Phnom, Penh, Cambodia (27 January 2011)
Cambodia’s Deputy Prime Minister and Minister of Economy and Finance H.E. Keat Chhon and the Asian Development Bank (ADB) today signed grant and loan agreements worth $44 million for three development projects.
The agreements cover the Financial Sector Program (Cluster 2, Subprogram 4), the Second Greater Mekong Subregion (GMS) Communicable Disease Control Project, and the GMS Biodiversity Conservation Corridors Project.
ADB is providing loans of $10 million and grants of $5 million under the Financial Sector Program (Cluster 2, Subprogram 4), which supports development of a sound, market-based financial sector. This is achieved by improving payment clearance and settlements in the commercial banking sector, putting in place prudential supervision of banks and microfinance institutions, and promoting good governance and deposit-taking by microfinance institutions in compliance with improved prudential requirements. It also promotes greater transparency in the insurance industry, measures to combat money laundering, and a new integrated accounting system at the National Bank of Cambodia.
The program, which began in 2007, has led to increased bank lending of $1.52 billion, the creation of over 12,000 jobs, and the opening of over 980 new branches of banks and microfinance institutions throughout Cambodia.
“Financial sector development helps improve public confidence and expands the reach of the formal finance sector to lower income groups including rural microenterprises,” said Putu Kamayana, ADB Country Director for Cambodia.
To support the government’s drive to minimize economic impact of public health threats, ADB is providing $10 million in grants to expand surveillance response systems to control dengue outbreaks, and prevent the spread of communicable diseases in the GMS countries such as cholera, typhoid, and HIV/AIDS, as well as tropical illnesses such as Japanese encephalitis and schistosomiasis.
This is part of the $49 million Second GMS Communicable Disease Control Project, which also targets improvements in the disease control capacity of health services and communities in border districts of Cambodia, Laos and Viet Nam. The community-based communicable disease control systems funded by the project cover around 1.7 million people living in 116 border districts in the three countries. About one-third of the population in the target areas belong to ethnic minority groups.
The richly diverse forest areas in the GMS countries have come under increasing pressure from hydropower development, road construction, mining and plantation agriculture. The $19 million grant for the Cambodia part of the GMS Biodiversity Project is part of the $69 million GMS Biodiversity Conservation Corridors Project, which aims to conserve more than 1.9 million hectares of threatened forest, home to over 170,000 mostly poor, ethnic minority groups in Cambodia, Lao PDR and Viet Nam.
The project will include planting indigenous trees to restore habitats in over 19,000 hectares of degraded forest land. It will also raise the capacity of national and provincial agencies and community-level groups to plan and sustainably manage forests, while supporting security of land tenure for poor households and ethnic minority groups dependent on forest resources. The project will also support small scale community infrastructure with funds going to communes and villages for potable water, sanitation, and waste management improvements, as well as upgrades of market access roads.
“These GMS projects will support sustainable economic growth by preventing public health threats, reducing negative impacts on economic productivity, trade and tourism, and conserving threatened forest land. They will contribute to poverty reduction and income generation for poor and disadvantaged communities, including ethnic minorities,” Mr. Kamayana added.
With the signing today, ADB has approved a total of $160.8 million in Asian Development Fund grants and loans for Cambodia in 2010, plus an additional $36.8 million mobilized from co-financing partners such as the Korean Economic Development Cooperation Fund, the OPEC Fund for International Development and the Nordic Development Fund.
In 2009, ADB approved a total of $16.1 billion in financing operations through loans, grants, guarantees, a trade finance facilitation program, equity investments, and technical assistance projects. ADB also mobilized co-financing amounting to $3.2 billion.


I need each line of the entries below that includes the string "relay".

───

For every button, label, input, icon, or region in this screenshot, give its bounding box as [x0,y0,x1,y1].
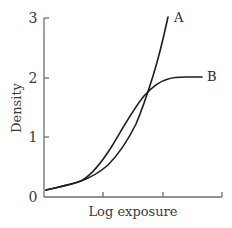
x-axis-title: Log exposure [88,204,177,219]
y-tick-label-0: 0 [29,189,38,205]
y-tick-label-3: 3 [29,10,38,26]
series-label-b: B [207,69,217,84]
curve-b [46,77,202,190]
curve-a [46,17,168,190]
density-chart: 3 2 1 0 Density Log exposure A B [0,0,232,228]
y-axis-title: Density [9,82,24,133]
series-label-a: A [173,10,184,25]
y-tick-label-2: 2 [29,70,38,86]
y-tick-label-1: 1 [29,129,38,145]
axes [44,18,222,197]
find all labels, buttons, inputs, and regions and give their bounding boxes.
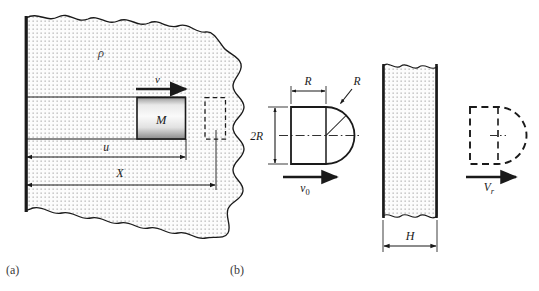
diameter-label: 2R xyxy=(250,130,263,142)
residual-velocity-label: Vr xyxy=(484,181,495,196)
panel-b: R R 2R v0 H Vr xyxy=(250,64,526,252)
x-dimension-label: X xyxy=(115,166,124,180)
mechanics-figure: ρ v M u X R R xyxy=(0,0,539,291)
R-length-label: R xyxy=(303,75,311,87)
mass-label: M xyxy=(155,113,167,127)
H-dimension-label: H xyxy=(405,229,416,243)
panel-b-caption: (b) xyxy=(230,263,244,278)
plate-region xyxy=(383,64,437,218)
R-radius-leader-arrow xyxy=(341,89,353,104)
impact-velocity-label: v0 xyxy=(300,182,309,197)
R-radius-label: R xyxy=(352,75,360,87)
panel-a: ρ v M u X xyxy=(26,15,244,238)
panel-a-caption: (a) xyxy=(6,263,19,278)
u-dimension-label: u xyxy=(103,141,109,153)
density-label: ρ xyxy=(97,46,104,60)
velocity-label-a: v xyxy=(155,73,160,85)
target-medium-region xyxy=(26,15,244,238)
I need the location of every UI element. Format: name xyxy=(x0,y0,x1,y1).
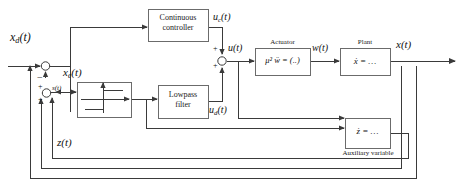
signal-xe-label: xe(t) xyxy=(63,66,82,80)
block-diagram: Continuous controller Lowpass filter Act… xyxy=(0,0,475,190)
plant-equation: ẋ = … xyxy=(340,56,390,66)
u-summing-junction xyxy=(218,57,226,65)
signal-u-label: u(t) xyxy=(228,42,242,53)
relay-junction-plus-bottom-sign: + xyxy=(38,95,43,104)
auxiliary-caption: Auxiliary variable xyxy=(330,149,406,157)
signal-w-label: w(t) xyxy=(312,42,328,53)
u-junction-plus-bottom-sign: + xyxy=(213,61,218,70)
relay-junction-plus-top-sign: + xyxy=(38,82,43,91)
signal-x-label: x(t) xyxy=(396,38,411,50)
signal-uc-label: uc(t) xyxy=(213,11,230,23)
relay-summing-junction xyxy=(42,89,50,97)
diagram-lines-layer xyxy=(0,0,475,190)
lowpass-filter-block xyxy=(158,85,208,118)
lowpass-output-line xyxy=(208,72,222,101)
u-junction-plus-top-sign: + xyxy=(213,44,218,53)
continuous-controller-block xyxy=(148,9,208,41)
signal-s-label: s(t) xyxy=(52,84,61,92)
signal-xd-label: xd(t) xyxy=(10,30,31,45)
actuator-caption: Actuator xyxy=(255,38,310,46)
signal-ud-label: ud(t) xyxy=(209,104,227,116)
signal-z-label: z(t) xyxy=(57,136,72,148)
actuator-equation: μ² ẅ = (..) xyxy=(255,55,310,65)
error-summing-junction xyxy=(41,62,49,70)
auxiliary-equation: ż = … xyxy=(345,126,390,136)
plant-caption: Plant xyxy=(340,38,390,46)
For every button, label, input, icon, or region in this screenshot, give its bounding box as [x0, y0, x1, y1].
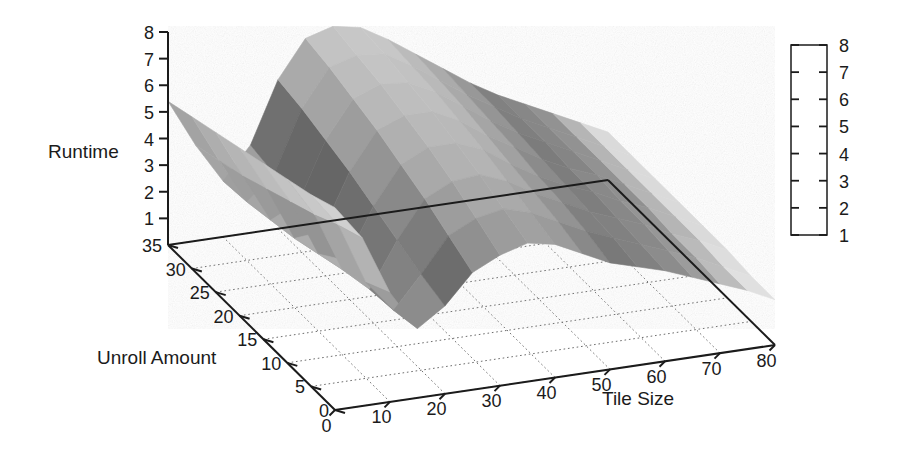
x-tick-label: 20 — [426, 399, 446, 419]
figure-canvas: 010203040506070800510152025303512345678 … — [0, 0, 901, 469]
colorbar-tick-label: 1 — [839, 226, 849, 246]
colorbar-tick-label: 3 — [839, 172, 849, 192]
z-tick-label: 8 — [144, 23, 154, 43]
z-axis-label: Runtime — [48, 141, 119, 162]
colorbar-tick-label: 2 — [839, 199, 849, 219]
grid-line-y — [263, 274, 703, 339]
colorbar-gradient — [791, 45, 827, 235]
x-tick-label: 10 — [371, 407, 391, 427]
y-tick-mark — [335, 410, 345, 413]
colorbar-tick-labels: 12345678 — [839, 36, 849, 246]
grid-line-y — [311, 321, 751, 386]
surface-plot-svg: 010203040506070800510152025303512345678 … — [0, 0, 901, 469]
y-tick-label: 20 — [214, 307, 234, 327]
colorbar: 12345678 — [791, 36, 849, 246]
x-tick-label: 80 — [756, 351, 776, 371]
x-tick-label: 40 — [536, 383, 556, 403]
colorbar-tick-label: 6 — [839, 90, 849, 110]
z-tick-label: 3 — [144, 156, 154, 176]
y-tick-label: 10 — [261, 354, 281, 374]
x-tick-label: 60 — [646, 367, 666, 387]
surface-mesh — [168, 26, 775, 328]
y-tick-label: 30 — [166, 260, 186, 280]
x-tick-label: 30 — [481, 391, 501, 411]
colorbar-tick-label: 8 — [839, 36, 849, 56]
colorbar-tick-label: 4 — [839, 145, 849, 165]
x-axis-label: Tile Size — [602, 388, 674, 409]
colorbar-ticks — [791, 45, 827, 235]
y-axis-label: Unroll Amount — [97, 347, 217, 368]
z-tick-label: 1 — [144, 209, 154, 229]
y-tick-label: 35 — [142, 236, 162, 256]
colorbar-tick-label: 7 — [839, 63, 849, 83]
y-tick-label: 0 — [319, 401, 329, 421]
y-tick-label: 25 — [190, 283, 210, 303]
z-tick-label: 5 — [144, 103, 154, 123]
colorbar-tick-label: 5 — [839, 117, 849, 137]
y-tick-label: 15 — [237, 330, 257, 350]
y-tick-label: 5 — [295, 377, 305, 397]
z-tick-label: 7 — [144, 50, 154, 70]
z-tick-label: 4 — [144, 130, 154, 150]
z-tick-label: 2 — [144, 183, 154, 203]
x-tick-label: 70 — [701, 359, 721, 379]
z-tick-label: 6 — [144, 76, 154, 96]
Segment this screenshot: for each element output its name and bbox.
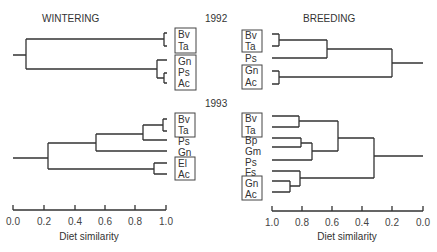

───

→ Task result
relay-junction-plus-bottom-sign: + xyxy=(38,95,43,104)
relay-junction-plus-top-sign: + xyxy=(38,82,43,91)
relay-summing-junction xyxy=(42,89,50,97)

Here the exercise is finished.